• Critical care medicine · Apr 2006

    Randomized Controlled Trial Multicenter Study

    Scoring system for the selection of high-risk patients in the intensive care unit.

    • Gaetano Iapichino, Giovanni Mistraletti, Davide Corbella, Gabriele Bassi, Erika Borotto, Dinis Reis Miranda, and Alberto Morabito.
    • Istituto di Anestesiologia e Rianimazione, Università degli Studi di Milano, Italy.
    • Crit. Care Med. 2006 Apr 1; 34 (4): 1039-43.

    ObjectivePatients admitted to the intensive care unit greatly differ in severity and intensity of care. We devised a system for selecting high-risk patients that reduces bias by excluding low-risk patients and patients with an early death irrespective of the treatment.DesignA posteriori analysis of a multiple-center prospective observational trial.SettingA total of 89 units from 12 European countries, with 12,615 patients.InterventionDemographic and clinical data: severity of illness at admission, daily score of nursing workload, length of stay, and hospital mortality.MethodsWe enrolled patients with intensive care unit length of stay of >24 hrs. Three groups of high-risk patients were created: a) Severity group, those with Simplified Acute Physiology Score (SAPS II) over the median; b) Intensity-of-care group, patients with >1 day of high level of care (assessed by logistic analysis); and c) MIX group, patients fulfilling both Severity and Intensity-of-care criteria. The groups were included in a logistic regression model (random split-sample design) to identify the characteristics associated with hospital mortality. We compared the outcome prediction of the SAPS II model (unsplit sample) against our model.Main ResultsOut of 8,248 patients, the Severity method selected 3,838 patients, Intensity-of-care selected 4,244, and both methods combined selected 2,662 patients. There were 2,828 low-risk patients. Significant associations with hospital mortality were observed for: age, sites of admission, medical/unscheduled surgical admission, acute physiologic score of SAPS II, and the indicator variable "only Severity," "only Intensity-of-care," or MIX (developmental sample: calibration chi-square test, p = .205; area under the receiver operation characteristic curve, 0.814). Calibration and discrimination were better in our model than with the SAPS II model (unsplit sample).ConclusionAll three indicator variables select high-risk patients, the Severity/Intensity-of-care MIX being the most robust. These stratification criteria can improve case-mix selection for clinical and organizational studies.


Task statement - Search the material below for lines containing the string "bearing", and copy every one you find.

Excerpted records -
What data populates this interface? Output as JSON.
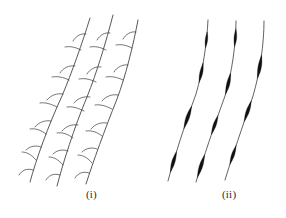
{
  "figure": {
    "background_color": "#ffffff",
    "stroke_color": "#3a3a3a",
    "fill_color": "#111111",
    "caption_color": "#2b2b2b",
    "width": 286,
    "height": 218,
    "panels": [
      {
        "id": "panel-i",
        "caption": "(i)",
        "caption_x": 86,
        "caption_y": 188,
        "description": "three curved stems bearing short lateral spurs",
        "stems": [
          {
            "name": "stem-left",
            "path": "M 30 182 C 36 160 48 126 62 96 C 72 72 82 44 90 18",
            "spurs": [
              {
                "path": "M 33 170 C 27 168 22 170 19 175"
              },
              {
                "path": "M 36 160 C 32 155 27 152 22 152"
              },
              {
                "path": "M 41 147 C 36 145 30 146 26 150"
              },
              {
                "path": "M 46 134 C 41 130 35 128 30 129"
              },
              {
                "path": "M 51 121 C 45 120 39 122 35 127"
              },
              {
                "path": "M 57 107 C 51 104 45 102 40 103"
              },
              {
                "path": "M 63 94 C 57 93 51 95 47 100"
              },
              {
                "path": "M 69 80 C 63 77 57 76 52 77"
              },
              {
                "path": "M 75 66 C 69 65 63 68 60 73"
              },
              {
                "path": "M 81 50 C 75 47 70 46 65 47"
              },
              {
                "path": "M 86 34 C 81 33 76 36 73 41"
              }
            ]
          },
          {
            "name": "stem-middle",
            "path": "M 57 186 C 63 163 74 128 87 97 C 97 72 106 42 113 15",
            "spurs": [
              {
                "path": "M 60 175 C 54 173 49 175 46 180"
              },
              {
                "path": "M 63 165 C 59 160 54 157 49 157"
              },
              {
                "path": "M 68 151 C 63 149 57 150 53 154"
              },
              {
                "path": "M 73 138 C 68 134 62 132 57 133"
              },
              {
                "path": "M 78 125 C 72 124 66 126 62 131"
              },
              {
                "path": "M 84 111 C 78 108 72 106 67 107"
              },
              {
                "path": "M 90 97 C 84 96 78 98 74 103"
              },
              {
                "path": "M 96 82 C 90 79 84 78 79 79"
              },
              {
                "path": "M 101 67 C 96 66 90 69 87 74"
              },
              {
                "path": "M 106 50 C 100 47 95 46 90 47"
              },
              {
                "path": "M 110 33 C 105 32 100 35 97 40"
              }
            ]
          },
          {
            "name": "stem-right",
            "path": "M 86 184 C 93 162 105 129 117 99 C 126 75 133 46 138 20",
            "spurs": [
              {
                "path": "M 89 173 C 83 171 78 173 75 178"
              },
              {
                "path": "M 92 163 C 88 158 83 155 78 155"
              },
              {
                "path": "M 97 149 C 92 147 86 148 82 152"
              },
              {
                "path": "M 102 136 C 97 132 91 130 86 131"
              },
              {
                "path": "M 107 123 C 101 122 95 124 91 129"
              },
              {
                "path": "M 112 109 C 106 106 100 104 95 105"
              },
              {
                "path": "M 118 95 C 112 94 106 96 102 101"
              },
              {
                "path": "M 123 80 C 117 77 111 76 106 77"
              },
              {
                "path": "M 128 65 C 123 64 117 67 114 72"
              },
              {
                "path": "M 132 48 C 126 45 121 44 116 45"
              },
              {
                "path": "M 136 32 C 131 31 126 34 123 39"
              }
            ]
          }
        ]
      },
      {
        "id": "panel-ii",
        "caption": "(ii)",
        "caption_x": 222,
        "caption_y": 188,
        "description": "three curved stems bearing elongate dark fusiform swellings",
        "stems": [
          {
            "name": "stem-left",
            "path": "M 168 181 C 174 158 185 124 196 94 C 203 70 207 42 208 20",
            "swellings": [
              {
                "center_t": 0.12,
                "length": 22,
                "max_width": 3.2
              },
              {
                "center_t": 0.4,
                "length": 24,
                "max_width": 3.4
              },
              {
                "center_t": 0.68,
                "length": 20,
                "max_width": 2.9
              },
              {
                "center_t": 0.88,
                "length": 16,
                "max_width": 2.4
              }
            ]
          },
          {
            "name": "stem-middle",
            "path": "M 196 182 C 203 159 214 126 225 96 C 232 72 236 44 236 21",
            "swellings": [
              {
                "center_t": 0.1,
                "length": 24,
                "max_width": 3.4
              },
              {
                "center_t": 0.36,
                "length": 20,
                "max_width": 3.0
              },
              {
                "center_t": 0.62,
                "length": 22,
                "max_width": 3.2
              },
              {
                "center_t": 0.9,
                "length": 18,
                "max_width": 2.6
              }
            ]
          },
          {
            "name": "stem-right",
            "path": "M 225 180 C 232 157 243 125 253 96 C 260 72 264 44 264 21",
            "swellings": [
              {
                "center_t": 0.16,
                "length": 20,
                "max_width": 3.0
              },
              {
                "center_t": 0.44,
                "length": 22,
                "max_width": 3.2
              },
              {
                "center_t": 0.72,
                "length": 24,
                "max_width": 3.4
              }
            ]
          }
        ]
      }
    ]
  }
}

Task solution -
        "description": "three curved stems bearing short lateral spurs",
        "description": "three curved stems bearing elongate dark fusiform swellings",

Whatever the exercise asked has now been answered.